Tsering has also highlighted Beijing’s plans to divert Tsangpo waters thousands of kilometers to China’s arid northwest provinces, potentially using “peaceful nuclear explosions” to blast tunnels through the Himalayas. This raises significant red flags not only for India’s water security but for the fragile Himalayan ecology.
He had noted that 80% of the region’s precipitation occurs during just four monsoon months (June–September), with the remaining eight months contributing only 20%. This seasonal imbalance allows China to withhold water during dry spells for power generation and irrigation during the dry season, but would be compelled to release water during the flood season —creating unpredictable risks for those living downstream.
Local communities in Arunachal Pradesh have consistently demanded that such concerns be taken seriously. A media report quoting Oyar Gao, founder of the Siang Peoples’ Forum, underscores the long-standing resistance among local communities. “Our resistance began in the 1980s when the Brahmaputra Board first proposed a dam on the Siang,” he said. “Back then, dams were sold as a means to control floods downstream. Today, the narrative has shifted to concerns about China. But for us, it has always been about safeguarding our river and our land,” Gao continued in the same report.
The Siang Indigenous Farmers’ Forum (SIFF) had served a three-day ultimatum to district authorities and the police, demanding the withdrawal of CAPF personnel from Geku, Yingkiong, Peging, Boleng, and Pangin. Protests erupted not only in Beging but also in nearby towns like Geku and at local institutions such as the Model Degree College. Rights organizations have echoed the villagers’ concerns, urging the state to halt all SUMP-related activity, ensure environmental transparency, and implement the Forest Rights Act (2006) to empower indigenous forest governance.
The National Human Rights Commission (NHRC) has now taken cognisance of these protests and issued notices to the Chief Secretary and state police chief. The Commission cited a May 23 media report describing how 400 villagers, led by a local human rights activist, staged a peaceful protest in Beging.
As the debate intensifies, the task ahead lies in aligning national security priorities with the rights and aspirations of indigenous communities. The real imperative is to craft a development model rooted in democratic values, ecological responsibility, and meaningful public engagement—one that strengthens the nation’s strategic interests while honouring its social and environmental commitments.
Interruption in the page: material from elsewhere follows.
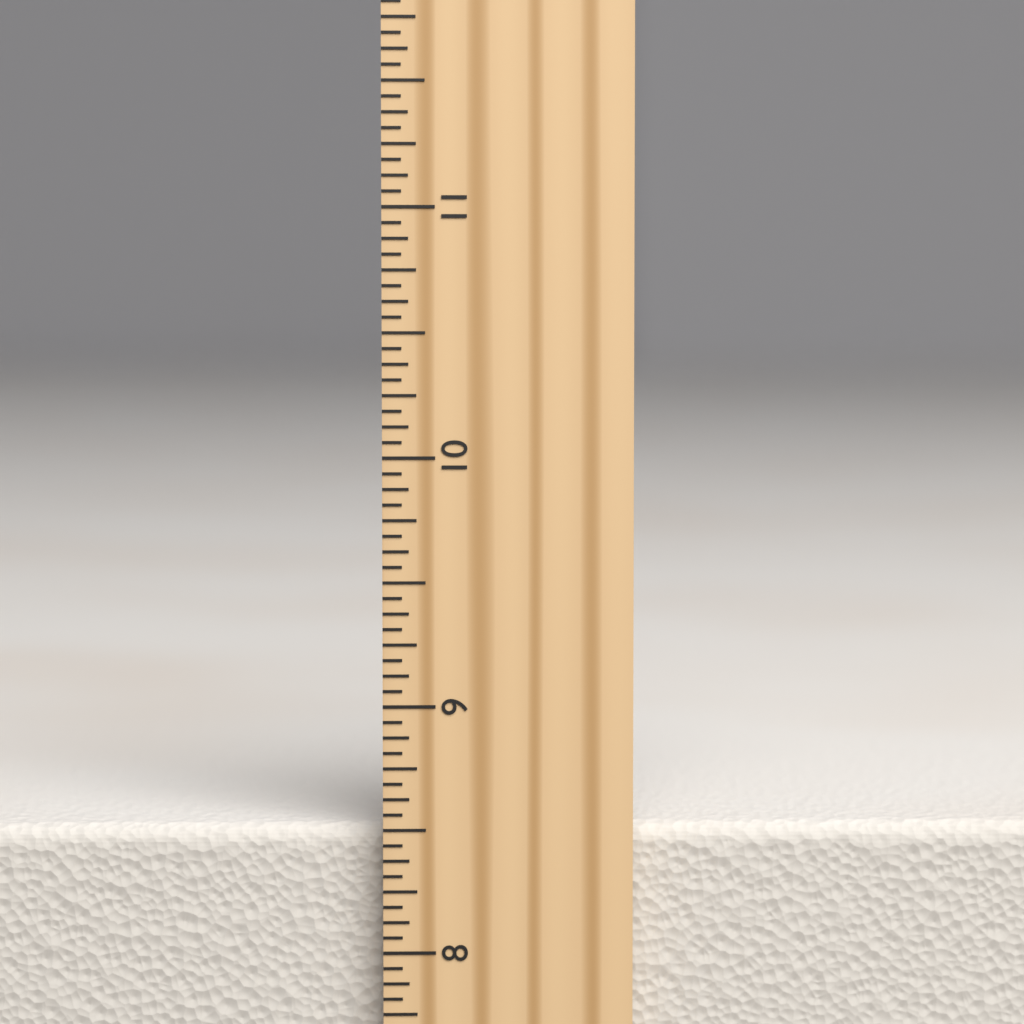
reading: 8.5000 inch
Dolma’s prayer wheel continues to spin—as much a symbol of faith as of fortitude. Her reflections from a year ago echo ever louder today. While the strategic need to counter China remains, it is the wisdom of people like Dolma and the voices from Beging and beyond that must shape the way forward. Their lived experiences, fears of submergence, and steadfast commitment to the river reflect a truth that policymakers can no longer afford to ignore.